Inadequate funds to run the facility were also identified as an operational problem. This finding is consistent with 18. Management contends that compaction and covering of waste, preferably, should be carried out on a daily basis, but due to insufficient and late release of funds, this activity does not take place frequently contributing to some of the inefficiencies in their operations.

Although the Supervisor claimed the staff strength was enough for the operation of the facility; the site lacks key personnel in engineering, administration, environmental health and finance. These roles are performed by the WMD who visit the facility only during major maintenance works. As regards the qualifications of the personnel, the Landfill Supervisor has a first degree (BSc.) in Applied Chemistry, one of the Trash Compactor Operators holds a Higher National Diploma (HND) while the rest of the staff do not have any formal education. This prevailing condition is contrary to a study by Tamakloe in 2006 cited in 19 who opines that satisfactory waste management requires a wide range of qualified professionals including engineers, mechanics, administrators, sanitation officers, finance and accounting staff and even researchers.

Good record keeping is an essential component of the effective and efficient management of a landfill. Both the WMD and the Zoomlion Landfill Supervisor purported that records are kept at the Landfill Site. The records in their keep are piles of papers which contain daily records of trucks that visit the site which are used to calculate an estimate of daily tonnage received at the facility. This is however, contrary to the advice of the 4 that landfill operators should maintain an operating record that includes information on waste acceptance, on-site recycling, load inspection, and operational activities. Information on waste acceptance should include the quantity and, where possible, classification of wastes. Also, the date and time waste was received for inspection, sources of the waste, vehicle and driver identification, observations made by the inspector, notification of violations, and notification of authorities should also be undertaken.

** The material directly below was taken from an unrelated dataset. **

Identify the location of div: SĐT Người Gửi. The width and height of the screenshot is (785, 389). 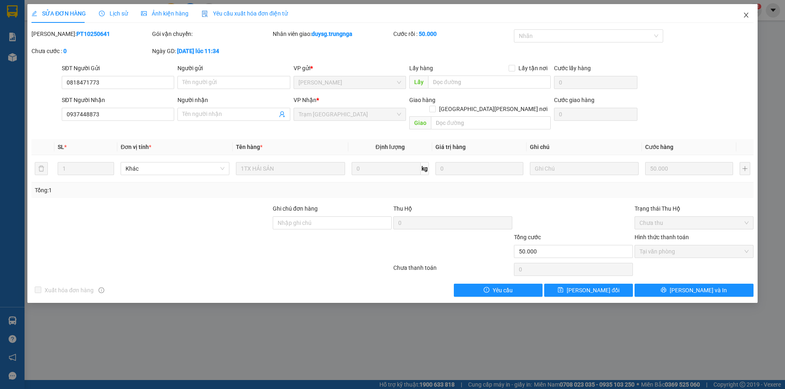
(118, 68).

According to the Supervisor at the TLS, he carries out on-site inspections on a daily basis while the WMD does same once every week. These inspections conform to the site inspection guidelines captured in the 16 which states that inspection should be carried out at least once every week. However, there are some reservations on the effectiveness of these inspections because if frequent inspections are carried out, most of the operational problems being discussed would have been identified and immediate action taken to resolve them.

A landfill site that is effectively and efficiently operated should have the following facilities: entrance notification, a weighbridge and a charging booth 4. The TLS has a signpost which shows access restrictions, days and hours of operations; it however fails to give essential information such as acceptable (or prohibited) waste, disposal charges, documentation that must accompany waste loads, level of control and inspection of waste to be undertaken and emergency contact numbers of operators of the facility. To compound matters, the signpost, as at the time of the present study, had fallen and was lying close to the entrance of the landfill thereby limiting visibility of the site.

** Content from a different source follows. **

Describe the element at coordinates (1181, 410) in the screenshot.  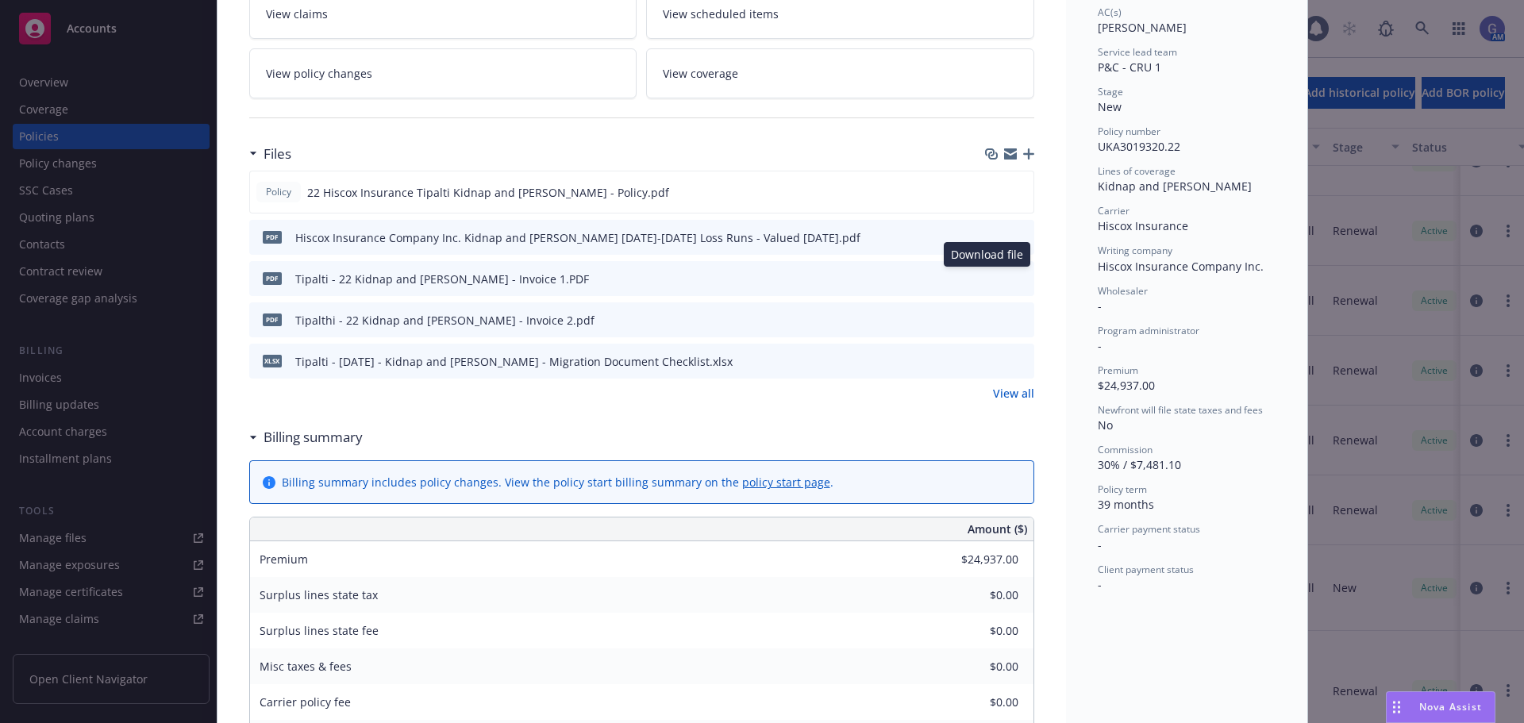
I see `span: Newfront will file state taxes and fees` at that location.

Findings by 4 contend that the most accurate way of obtaining required data is to weigh incoming refuse. This is done by use of a weighbridge which provides the most equitable method for assessing charges, particularly for commercial users. There is at the TLS, a non-functional weighbridge. This detracts from accurate record keeping and impedes proper management of waste received at the site. However, since the weighbridge is not functional, incoming waste is usually not inspected prior to disposal. According to the Landfill Supervisor, incoming waste is usually estimated using experimental values in place of the non-functional weight bridge. This is simply done by counting the number of trucks entering the Landfill and estimating their waste load. However, numerous visits to the landfill site showed that the security personnel who record the movement of vehicles were on most occasions, unavailable to record the number and type of incoming vehicles. This makes the figures used in their estimation questionable.

The following operational facilities were found at the Tamale Landfill Site: an administrative building with offices, washrooms and an unused workshop. Pertinent facilities that are conspicuously missing from the site include fire-fighting equipment, and emergency or first-aid equipment. In the event of any major disaster such as fire out-breaks the repercussions could be gargantuan.

On-site observation also showed that drivers did not have a particular method for discharging their waste; truck drivers often tipped their waste in a haphazard manner making it difficult for the waste compaction equipment to operate effectively and efficiently. This is not in line with the recommendations of 20 that the “face tipping” method for waste discharge and emplacement should be employed. This method involves the creation of a horizontal or near horizontal platform by tipping over an advancing face with levelling and compacting from above.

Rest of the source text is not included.